Q Ring
Give Claude Code or Cursor a quantum-inspired credential keyring so API keys and tokens can be organized with superposition, entanglement, and tunneling metaphors instead of scattering secrets in env
Overview
io.github.I4cTime/q-ring is a build-phase MCP server for AI coding agents that provides a quantum-inspired credential keyring with superposition, entanglement, and tunneling semantics.
What is this MCP server?
- stdio MCP server @i4ctime/q-ring v0.9.8 from the quantum_ring GitHub repo
- Quantum-inspired keyring model: superposition, entanglement, and tunneling for credential workflows
- Designed explicitly for AI coding agents, not generic desktop password managers
- npm registry install path with Model Context Protocol schema 2025-12-11
- Experimental security UX for solo builders who want structured secret access from the agent
- Server version 0.9.8
- npm identifier @i4ctime/q-ring
- Transport type stdio
What problem does it solve?
Solo builders lose track of which API keys an agent should use and how to expose them safely without leaking material into chats or ad-hoc .env snippets.
Who is it for?
Indie developers experimenting with agent-native secret organization who already run stdio MCP and want a structured keyring metaphor tied to coding workflows.
Skip if: Teams that need enterprise vaults, rotation policies, SOC2-grade audit trails, or non-agent desktop password management.
What do I get? / Deliverables
After you add the q-ring MCP server, your agent can interact with credentials through a dedicated keyring tool surface instead of improvising secret handling in every session.
- Registered stdio MCP server io.github.I4cTime/q-ring in the agent client
- Agent-callable keyring tools backed by the quantum-inspired credential model
- Version-pinned install at server schema release 0.9.8
Recommended MCP Servers
Journey fit
MCP servers that wrap agent-side secret handling belong on the build shelf under agent-tooling because installers add them while wiring assistants to external services. q-ring is registered as an npm stdio MCP package aimed at coding agents, which is the canonical agent-tooling integration slot rather than ship-time audit or operate monitoring.
How it compares
Agent-focused credential MCP server, not a traditional cloud secrets manager or a static .env documentation skill.
Common Questions / FAQ
Who is io.github.I4cTime/q-ring for?
It is for solo builders and agent power users who wire Claude Code, Cursor, or other MCP clients and want a dedicated keyring server for coding-agent credential access.
When should I use io.github.I4cTime/q-ring?
Use it during build and integration work when you are connecting multiple APIs to an agent and want credentials managed through MCP tools rather than pasted into prompts.
How do I add io.github.I4cTime/q-ring to my agent?
Install the npm package @i4ctime/q-ring, configure it as a stdio MCP server in your client’s MCP settings using the server name io.github.I4cTime/q-ring, then restart the agent so the keyring tools load.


## INSTRUCTIONS TO FOLLOW
Output the line that contains "Report <item>building</item> location.", then every line beneath it through the end of the records, exactly as given and with no other lines.

### TASK INPUT ###

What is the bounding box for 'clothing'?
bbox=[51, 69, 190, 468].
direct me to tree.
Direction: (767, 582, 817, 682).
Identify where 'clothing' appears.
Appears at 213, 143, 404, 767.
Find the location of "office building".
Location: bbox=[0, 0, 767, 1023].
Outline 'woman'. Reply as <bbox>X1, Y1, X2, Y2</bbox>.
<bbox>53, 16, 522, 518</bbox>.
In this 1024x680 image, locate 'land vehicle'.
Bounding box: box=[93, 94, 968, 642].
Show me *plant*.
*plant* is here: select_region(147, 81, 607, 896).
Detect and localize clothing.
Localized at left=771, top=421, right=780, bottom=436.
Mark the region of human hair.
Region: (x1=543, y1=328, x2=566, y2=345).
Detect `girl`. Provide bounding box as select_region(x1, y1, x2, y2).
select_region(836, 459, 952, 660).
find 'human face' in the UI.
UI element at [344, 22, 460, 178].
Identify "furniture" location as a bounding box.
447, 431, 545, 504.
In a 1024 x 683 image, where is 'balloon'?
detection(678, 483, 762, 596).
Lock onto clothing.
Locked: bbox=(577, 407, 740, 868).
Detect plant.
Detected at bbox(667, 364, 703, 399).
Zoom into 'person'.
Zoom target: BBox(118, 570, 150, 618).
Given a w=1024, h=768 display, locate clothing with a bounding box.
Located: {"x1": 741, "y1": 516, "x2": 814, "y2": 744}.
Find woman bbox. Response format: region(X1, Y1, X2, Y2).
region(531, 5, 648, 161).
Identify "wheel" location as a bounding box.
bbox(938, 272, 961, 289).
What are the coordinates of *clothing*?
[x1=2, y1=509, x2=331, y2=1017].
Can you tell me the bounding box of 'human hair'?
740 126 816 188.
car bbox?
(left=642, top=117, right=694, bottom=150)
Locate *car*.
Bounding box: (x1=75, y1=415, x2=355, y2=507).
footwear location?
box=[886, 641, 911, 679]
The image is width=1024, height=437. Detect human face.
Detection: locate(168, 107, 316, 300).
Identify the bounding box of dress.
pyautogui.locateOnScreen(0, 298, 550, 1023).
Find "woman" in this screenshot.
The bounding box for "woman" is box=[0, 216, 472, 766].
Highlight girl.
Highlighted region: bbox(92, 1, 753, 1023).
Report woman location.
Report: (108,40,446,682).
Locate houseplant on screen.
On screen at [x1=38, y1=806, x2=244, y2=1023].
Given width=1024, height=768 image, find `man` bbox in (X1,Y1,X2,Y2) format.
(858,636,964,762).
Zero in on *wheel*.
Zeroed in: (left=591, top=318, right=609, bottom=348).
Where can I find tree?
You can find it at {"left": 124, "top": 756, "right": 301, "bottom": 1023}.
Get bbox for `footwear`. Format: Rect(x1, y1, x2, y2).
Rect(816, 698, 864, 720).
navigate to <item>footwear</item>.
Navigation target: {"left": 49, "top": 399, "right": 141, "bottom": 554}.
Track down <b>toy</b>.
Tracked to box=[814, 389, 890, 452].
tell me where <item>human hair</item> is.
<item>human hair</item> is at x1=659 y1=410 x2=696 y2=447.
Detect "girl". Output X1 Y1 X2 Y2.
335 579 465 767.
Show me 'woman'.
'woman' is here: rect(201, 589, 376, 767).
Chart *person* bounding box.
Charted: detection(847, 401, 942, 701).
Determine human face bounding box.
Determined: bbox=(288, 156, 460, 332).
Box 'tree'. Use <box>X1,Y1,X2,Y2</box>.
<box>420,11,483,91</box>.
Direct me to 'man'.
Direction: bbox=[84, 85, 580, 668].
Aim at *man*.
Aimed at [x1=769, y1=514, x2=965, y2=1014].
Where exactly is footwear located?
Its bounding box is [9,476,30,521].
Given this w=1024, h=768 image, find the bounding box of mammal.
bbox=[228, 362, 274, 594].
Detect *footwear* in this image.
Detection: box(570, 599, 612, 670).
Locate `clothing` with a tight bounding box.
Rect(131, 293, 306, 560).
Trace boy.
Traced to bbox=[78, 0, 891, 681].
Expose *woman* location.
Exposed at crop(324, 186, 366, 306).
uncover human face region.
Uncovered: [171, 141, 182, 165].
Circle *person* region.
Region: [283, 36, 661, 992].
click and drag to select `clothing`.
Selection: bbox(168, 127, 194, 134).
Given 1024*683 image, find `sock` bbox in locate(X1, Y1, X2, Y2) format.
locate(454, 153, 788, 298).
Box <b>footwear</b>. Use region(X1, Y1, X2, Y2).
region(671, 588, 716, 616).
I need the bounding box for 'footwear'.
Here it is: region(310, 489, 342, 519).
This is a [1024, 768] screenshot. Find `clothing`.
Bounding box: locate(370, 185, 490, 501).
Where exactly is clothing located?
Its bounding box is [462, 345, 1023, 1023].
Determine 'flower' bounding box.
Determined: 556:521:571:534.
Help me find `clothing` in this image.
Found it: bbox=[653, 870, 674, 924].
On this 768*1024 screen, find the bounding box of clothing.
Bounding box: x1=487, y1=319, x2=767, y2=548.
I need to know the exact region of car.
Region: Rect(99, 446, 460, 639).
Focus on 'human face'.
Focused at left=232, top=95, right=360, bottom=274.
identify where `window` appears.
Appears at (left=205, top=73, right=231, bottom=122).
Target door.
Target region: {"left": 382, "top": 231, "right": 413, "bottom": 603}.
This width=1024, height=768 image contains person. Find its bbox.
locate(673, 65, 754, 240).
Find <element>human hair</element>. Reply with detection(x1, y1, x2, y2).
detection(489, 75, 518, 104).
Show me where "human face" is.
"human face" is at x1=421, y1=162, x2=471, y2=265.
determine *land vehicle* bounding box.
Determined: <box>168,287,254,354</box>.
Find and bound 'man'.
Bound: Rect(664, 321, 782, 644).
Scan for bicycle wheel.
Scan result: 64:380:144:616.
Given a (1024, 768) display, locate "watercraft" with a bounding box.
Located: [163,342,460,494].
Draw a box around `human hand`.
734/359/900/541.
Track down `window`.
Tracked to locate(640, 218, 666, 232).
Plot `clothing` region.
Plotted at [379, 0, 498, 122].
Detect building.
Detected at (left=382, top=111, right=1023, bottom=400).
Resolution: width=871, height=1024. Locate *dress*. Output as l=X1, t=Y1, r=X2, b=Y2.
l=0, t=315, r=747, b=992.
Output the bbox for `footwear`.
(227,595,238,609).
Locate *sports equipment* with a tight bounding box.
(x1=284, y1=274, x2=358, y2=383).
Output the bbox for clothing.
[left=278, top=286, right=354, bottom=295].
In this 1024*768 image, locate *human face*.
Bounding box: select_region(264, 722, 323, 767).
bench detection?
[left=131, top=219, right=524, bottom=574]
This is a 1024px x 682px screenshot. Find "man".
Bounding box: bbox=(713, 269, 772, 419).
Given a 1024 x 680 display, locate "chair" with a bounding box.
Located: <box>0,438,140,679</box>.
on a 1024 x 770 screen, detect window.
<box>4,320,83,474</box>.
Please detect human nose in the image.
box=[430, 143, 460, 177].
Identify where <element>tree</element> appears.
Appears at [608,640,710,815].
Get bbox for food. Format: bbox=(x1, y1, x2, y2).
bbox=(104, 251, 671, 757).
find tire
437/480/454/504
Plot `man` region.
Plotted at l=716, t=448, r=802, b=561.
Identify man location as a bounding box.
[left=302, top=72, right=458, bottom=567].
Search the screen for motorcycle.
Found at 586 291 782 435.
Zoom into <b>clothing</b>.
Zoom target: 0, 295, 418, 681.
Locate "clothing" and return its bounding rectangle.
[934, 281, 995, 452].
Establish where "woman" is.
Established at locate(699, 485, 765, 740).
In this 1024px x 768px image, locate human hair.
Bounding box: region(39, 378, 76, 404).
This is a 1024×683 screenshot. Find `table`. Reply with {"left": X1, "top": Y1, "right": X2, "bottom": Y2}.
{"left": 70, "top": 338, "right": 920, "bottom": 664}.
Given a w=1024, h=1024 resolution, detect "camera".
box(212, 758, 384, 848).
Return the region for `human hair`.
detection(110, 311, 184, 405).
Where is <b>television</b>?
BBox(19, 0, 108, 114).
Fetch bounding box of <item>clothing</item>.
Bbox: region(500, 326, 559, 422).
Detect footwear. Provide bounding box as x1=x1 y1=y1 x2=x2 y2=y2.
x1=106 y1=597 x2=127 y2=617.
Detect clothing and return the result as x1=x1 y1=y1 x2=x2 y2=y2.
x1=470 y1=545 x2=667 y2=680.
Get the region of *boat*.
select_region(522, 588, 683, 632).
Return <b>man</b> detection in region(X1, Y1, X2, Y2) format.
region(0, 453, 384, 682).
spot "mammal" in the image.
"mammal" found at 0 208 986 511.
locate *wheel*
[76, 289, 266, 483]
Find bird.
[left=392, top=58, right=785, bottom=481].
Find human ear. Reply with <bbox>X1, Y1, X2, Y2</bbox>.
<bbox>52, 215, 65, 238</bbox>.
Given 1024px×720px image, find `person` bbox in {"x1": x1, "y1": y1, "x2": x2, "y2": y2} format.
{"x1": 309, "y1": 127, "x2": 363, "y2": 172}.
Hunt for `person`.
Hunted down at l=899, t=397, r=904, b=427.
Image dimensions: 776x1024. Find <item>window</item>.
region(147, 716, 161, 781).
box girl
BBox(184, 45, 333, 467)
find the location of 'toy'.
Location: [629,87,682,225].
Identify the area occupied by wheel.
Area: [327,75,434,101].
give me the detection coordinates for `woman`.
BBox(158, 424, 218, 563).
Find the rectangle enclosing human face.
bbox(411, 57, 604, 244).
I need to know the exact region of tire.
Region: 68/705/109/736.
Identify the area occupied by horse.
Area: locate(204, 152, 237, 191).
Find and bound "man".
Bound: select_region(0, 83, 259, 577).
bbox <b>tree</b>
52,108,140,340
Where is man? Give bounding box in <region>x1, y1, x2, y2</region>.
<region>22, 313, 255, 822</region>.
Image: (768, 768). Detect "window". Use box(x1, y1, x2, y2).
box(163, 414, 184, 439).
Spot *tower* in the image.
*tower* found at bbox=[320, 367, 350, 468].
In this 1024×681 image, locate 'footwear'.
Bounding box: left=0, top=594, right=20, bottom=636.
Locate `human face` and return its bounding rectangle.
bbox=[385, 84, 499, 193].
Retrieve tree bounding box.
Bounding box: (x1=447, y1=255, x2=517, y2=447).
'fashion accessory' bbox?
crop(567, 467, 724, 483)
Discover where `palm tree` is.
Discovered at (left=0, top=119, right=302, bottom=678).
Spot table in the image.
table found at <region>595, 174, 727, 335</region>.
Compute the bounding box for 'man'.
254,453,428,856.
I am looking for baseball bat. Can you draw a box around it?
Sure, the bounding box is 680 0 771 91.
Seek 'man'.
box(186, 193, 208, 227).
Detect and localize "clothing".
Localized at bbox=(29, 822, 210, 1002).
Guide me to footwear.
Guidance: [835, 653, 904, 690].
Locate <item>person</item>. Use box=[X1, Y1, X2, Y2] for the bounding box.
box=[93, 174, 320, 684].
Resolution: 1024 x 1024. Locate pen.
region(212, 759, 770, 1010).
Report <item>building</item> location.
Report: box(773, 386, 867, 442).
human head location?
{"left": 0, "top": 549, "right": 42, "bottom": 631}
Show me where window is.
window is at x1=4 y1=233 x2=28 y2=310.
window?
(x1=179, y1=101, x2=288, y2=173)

###

## RESULT
Report <item>building</item> location.
Report: box(773, 386, 867, 442).
human head location?
{"left": 0, "top": 549, "right": 42, "bottom": 631}
Show me where window is.
window is at x1=4 y1=233 x2=28 y2=310.
window?
(x1=179, y1=101, x2=288, y2=173)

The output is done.